Located near the Artis Zoo, another of the city’s breathing spaces, this is another example of seventeenth century bourgeois patronage, when economic prosperity marked the life and form of the city, and the bourgeoisie firmly committed themselves to building palaces, parks and other works of art.
In this case, it was doctors and chemists who took the initiative to build this garden as a site for the cultivation of medicinal plants. This job had thitherto been the work of the convents, but they had closed because of the religious conflicts.
The garden was established in 1638, albeit with a different arrangement. It was not until 1682, when it was moved to the Plantage district, that it became the Hortus Botanicus. Here it was to fulfil a twofold function as both a botanical and a recreational garden.
Furthermore, many of the exotic species that are currently to be found in Europe, arrived with the merchants of the India Company in the sixteenth and seventeenth centuries and were grown in the Hortus Botanicus. Just as these plants from faraway countries reached Europe via the garden, it also become the departure point for species that were later established in those countries. An example, is the cultivation of the oil palm, which was very important in Indonesia, or the coffee tree that Louis XIV, the Sun King, received from the Hortus and planted in his American colonies, thus becoming a forerunner of the coffee trade. A total of four thousand different species of curative, exotic and ornamental plants are currently grown in the garden.
Do not forget to visit the Orangerie, on the same site. This is a building from 1875 that was initially used as a reading room and then as a greenhouse for exotic species. It is now a beautiful café in the midst of the vegetation.

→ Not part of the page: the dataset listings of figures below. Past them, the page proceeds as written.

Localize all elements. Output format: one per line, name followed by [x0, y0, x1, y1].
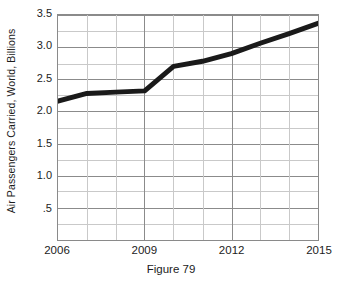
y-tick-label: 2.5 [37, 73, 52, 84]
x-tick-label: 2009 [132, 244, 158, 256]
figure-container: Air Passengers Carried, World, Billions … [0, 0, 342, 283]
y-axis-title-text: Air Passengers Carried, World, Billions [5, 29, 17, 214]
y-tick-label: .5 [43, 203, 52, 214]
y-tick-label: 1.5 [37, 138, 52, 149]
y-axis-tick-labels: .51.01.52.02.53.03.5 [22, 0, 55, 250]
y-tick-label: 3.5 [37, 8, 52, 19]
y-tick-label: 1.0 [37, 170, 52, 181]
data-series-line [58, 15, 318, 240]
plot-area [57, 14, 319, 241]
x-axis-tick-labels: 2006200920122015 [0, 244, 342, 264]
y-tick-label: 3.0 [37, 40, 52, 51]
x-tick-label: 2006 [44, 244, 70, 256]
y-tick-label: 2.0 [37, 105, 52, 116]
figure-caption: Figure 79 [0, 263, 342, 275]
x-tick-label: 2012 [219, 244, 245, 256]
y-axis-title: Air Passengers Carried, World, Billions [0, 0, 22, 242]
x-tick-label: 2015 [306, 244, 332, 256]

There are three greenhouses to delight botany lovers. The first, the Three-climate House, is home to tropical, subtropical and desert species. The second, the Palm House, in early twentieth-century brick architecture, is home to the palms. The third, the Butterfly House, is one of the biggest attractions of the Hortus. And what is inside? you can well imagine: the flapping wings of hundreds of tropical butterflies.
Once outside, the herb garden features medicinal and aromatic plants and the semicircular garden is covered with a lovely blanket of flowers.
It does not matter when you visit the city because the Hortus is always magnificent. Here, you can also take pictures of species the appearance, smell, or impossible combination of colours of which seem truly otherworldly. When you go home and show your photos, no one will believe you have only been to Holland.